Fixed-bed filters of open or closed construction are an important element of water processing in water works or purification plants. They remove turbidity, non-bio-degradable content and soften, de-acidify or harden the water.
Flexible automation
Pneumatics offer greater functionality in process valve control. They can be used to forcibly control safety-relevant functions depending on the operating situation in question. This relates in particular to the behaviour of the process valves during a power failure if there is no emergency power generator available. Specifically, this refers to the initial position of the process valve when the system is inoperative or on starting up and the safety position of the process valve in the event of a power failure: forcibly closed, open or pausing.
The number of fixed-bed filters can range from two in small local water works to 48 or more filters in water works for major cities. An automation concept must therefore be decentralised and flexible, and combine pneumatics and electrics. The pneumatic valve terminal is particularly suited to this. It creates the link between the pneumatically operated process valves and the limit switches, the measuring devices and the controller or process control level.
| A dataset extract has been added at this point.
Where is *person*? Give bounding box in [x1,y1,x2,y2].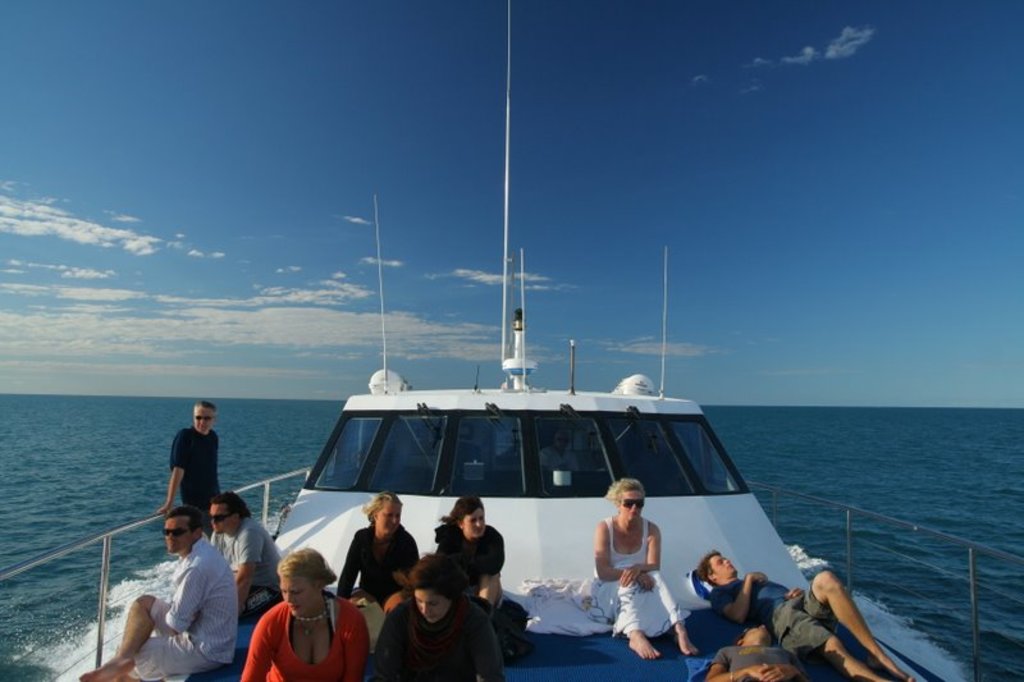
[229,496,283,641].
Valve terminal in control cabinet with integrated PLC
One forward-looking technical development is a control cabinet from Festo which plant operators can use to centrally configure all parameters for controlling the process valves of a fixed-bed filter. The key differences to the conventional solution are: valve terminal instead of individual valves directly on the drive, integration of a pneumatic manual operation level and elimination of the positioner by dividing this function into three elements.
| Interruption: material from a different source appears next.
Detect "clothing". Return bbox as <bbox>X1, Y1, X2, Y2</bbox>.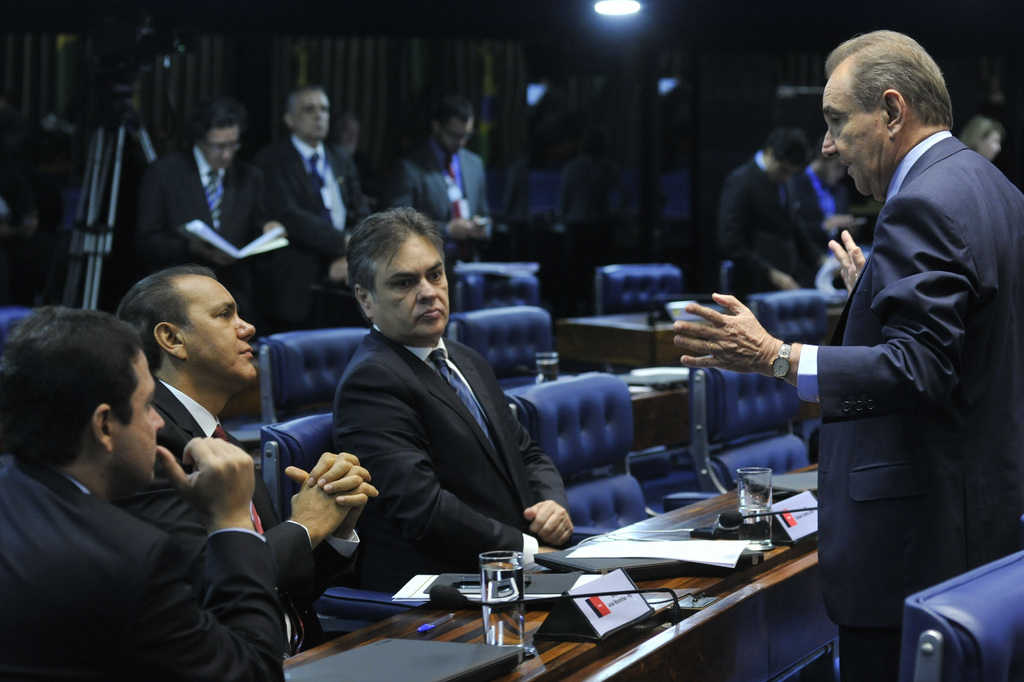
<bbox>389, 142, 473, 277</bbox>.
One control cabinet is assigned to each fixed-bed filter. The main components of the control cabinet are a touchscreen for system operation and a PLC. The link to the coordinating level is made via Ethernet to the higher-level PLC and the visualisation of the process. The PLC in the control cabinet controls the process valves, the higher-level PLC coordinates the backwashing of the individual fixed-bed filters.
Positioner function
A manual operation level also makes it possible to operate the system from the control cabinet in the event of a breakdown or without electrical power. The control cabinet is a robust, flexible solution for the control valve. It can be operated even without electrical power. Regulator parameters can be configured centrally in the control cabinet. The CPX/MPA valve terminal is the key component core of the control cabinet.
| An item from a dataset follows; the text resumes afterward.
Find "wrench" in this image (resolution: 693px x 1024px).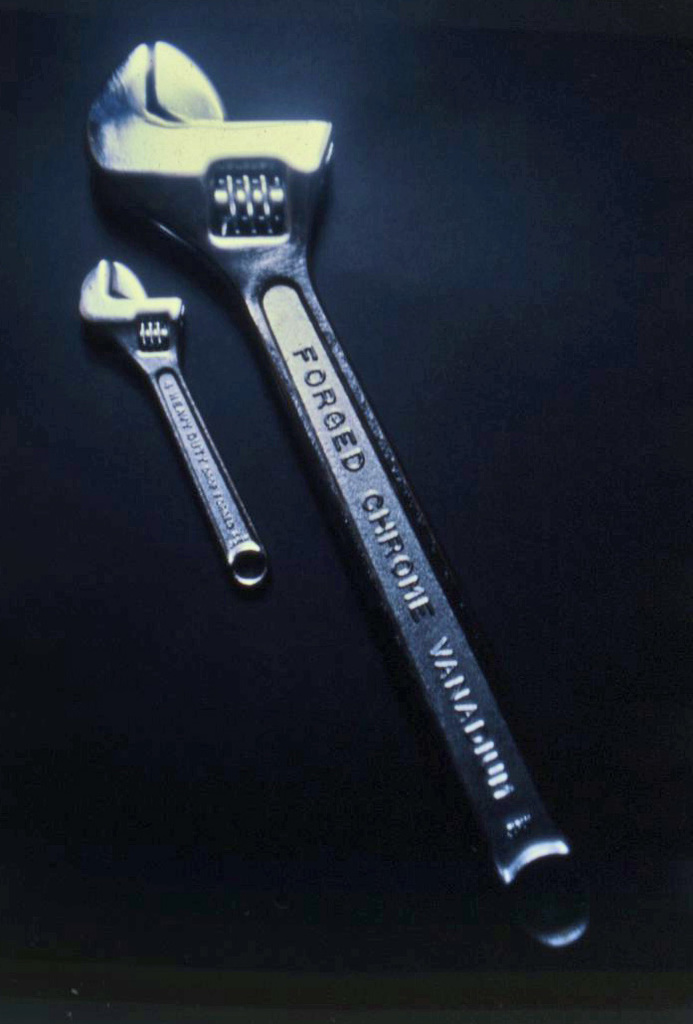
l=84, t=38, r=591, b=949.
The positioner function is split into three elements: feedback of the process valve position by a box with a 4..20 mA analogue output, activation of the drive by a 5/3-way solenoid valve on the valve terminal and shifting of the regulator software to the PLC.
Ease of use
The compressed air quality requirements are therefore lower than if using an intelligent positioner. High flow rates of the solenoid valves permit rapid movements and safe operation even with larger drives. The process valve can be configured manually if there is no electrical power. However, the greatest advantage when it comes to handling is that the system operator no longer has to run to the process valve, as he makes the parameter changes for regulation directly in the control cabinet.